Further, C corporations may claim a foreign tax credit for the foreign income tax paid or accrued by the CFC, but it’s limited to 80% of the foreign tax and any excess credits aren’t allowed to be carried back or forward. Essentially, the credit will eliminate the tax on GILTI if foreign tax of 13.125% or more is paid.

All other 10% shareholders that are not C corporations aren’t eligible to take the 50% GILTI deduction; and they can’t take a foreign tax credit as well. As a result, they may be taxed on GILTI up to the maximum US tax rate on individuals of 37%, a significant disadvantage compared to C corporations owning offshore CFCs.

Foreign-Derived Intangible Income(FDII)

For taxable years beginning after December 31, 2017, but on or before December 31, 2025, a US C corporation is allowed a deduction equal to 37.5% (21.875% for taxable years beginning after December 31, 2025) of its foreign-derived intangible income (FDII).
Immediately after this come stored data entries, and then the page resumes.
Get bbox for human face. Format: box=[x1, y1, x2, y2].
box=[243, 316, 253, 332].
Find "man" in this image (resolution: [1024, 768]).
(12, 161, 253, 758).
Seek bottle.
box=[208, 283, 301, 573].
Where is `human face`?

This is a category of income that isn’t specifically traced to intangible assets; rather, the TCJA assumes a 10% routine rate of return on depreciable business assets and the residual income is the income deemed to be generated by intangibles. To the extent it’s received from foreign persons, it generally qualifies for the FDII deduction.

Under the new corporate tax rate of 21%—and as a result of the deductions—the effective tax rate on FDII is 13.125%, which will increase starting 2026.
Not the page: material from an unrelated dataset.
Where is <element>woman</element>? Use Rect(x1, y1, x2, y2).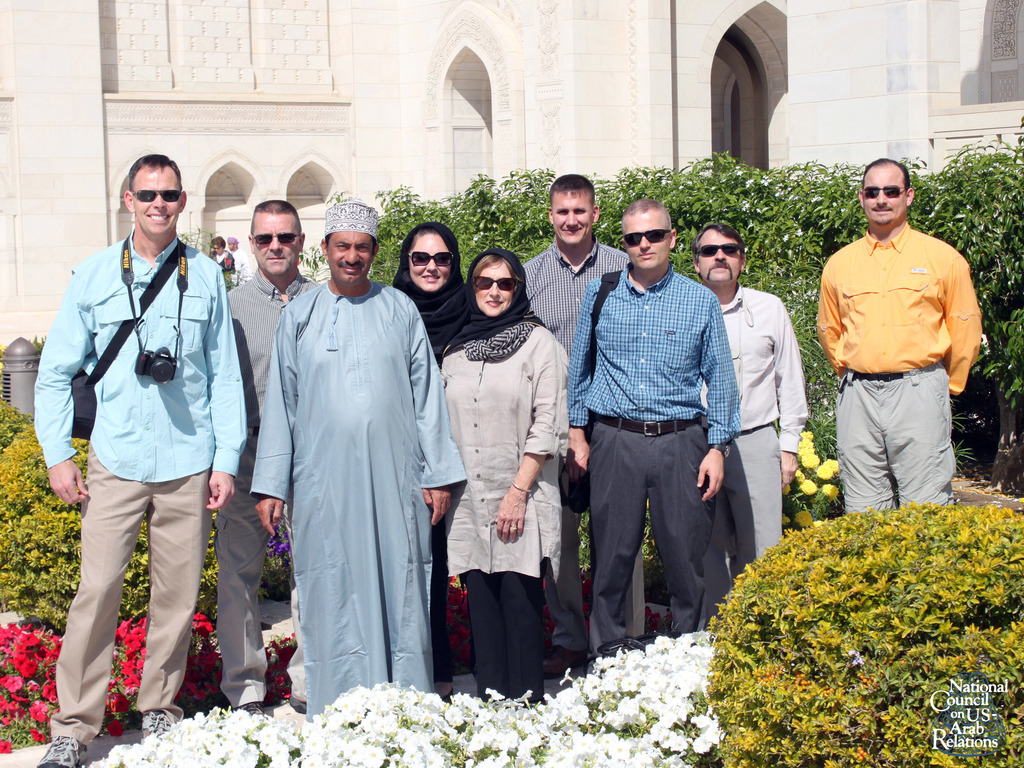
Rect(392, 217, 473, 685).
The FDII deduction will be an incentive for C Corporations in the service or technology industry or any other industry that doesn’t have significant amounts of fixed assets.

Base Erosion Anti-Abuse Tax(BEAT)

Similar to inbound investments into the United States discussed in the first section of this article, the minimum BEAT tax will also have an impact on how US multinational corporations structure their offshore investments downstream.

Base erosion payments to foreign subsidiaries should stay below the 3% base erosion percentage (or 2% in case of banks or registered security dealers) in order to avoid the application of BEAT.

Next Steps

While taxes aren’t the only factor to consider when choosing a business structure, the US tax reform will require multinational companies, US- or foreign-owned, to take a fresh look at their current structure.

Some taxpayers currently in a pass-through structure with an international footprint may consider setting up their business as a C corporation given the many tax benefits granted to them under the TCJA, including:

  • Reduced 21% corporate income tax rate
  • Dividends received deduction on foreign source dividends
  • GILTI and FDII deductions

However, there are drawbacks to C Corporations. Most significantly—unlike pass-through entities—they’re subject to two layers of US taxation—one at the corporate level and one at the shareholder level.

When considering the overall options in response to the new laws, taxpayers need to be aware that certain mechanics for restructuring multinational groups may not be available anymore since other provisions of the TCJA include anti-inversion rules or limit the ability of taxpayers to move appreciated business assets offshore out of the US tax system without triggering a toll charge on unrealized built-in gains.

Authors

Wenli Wang is the partner in charge of the San Francisco and Walnut Creek locations of Moss Adams. She leads the China team at Moss Adams and has built a vibrant practice in the cross‐border space. Wenli can be reached at +1(415) 677-8226 or wenli.wang@mossadams.com.
Roy Deaver has been in public accounting since 1996. He helps clients reduce their worldwide effective tax rate through tax-efficient financing, cash management, repatriation of earnings to the United States, and transfer pricing analysis. Roy can be reached at +1(206) 302-6401 or roy.deaver@mossadams.com.
Jens Furbach has provided tax services to clients since 1998. He specializes in international tax structuring, M&A transactions, global cash management and repatriation of earnings to the United States, and foreign tax credit optimization. Jens can be reached at +1(503) 478-2236 or jens.furbach@mossdams.com.

Assurance, tax, and consulting offered through Moss Adams LLP. Investment advisory services offered through Moss Adams Wealth Advisors LLC. Investment banking offered through Moss Adams Capital LLC.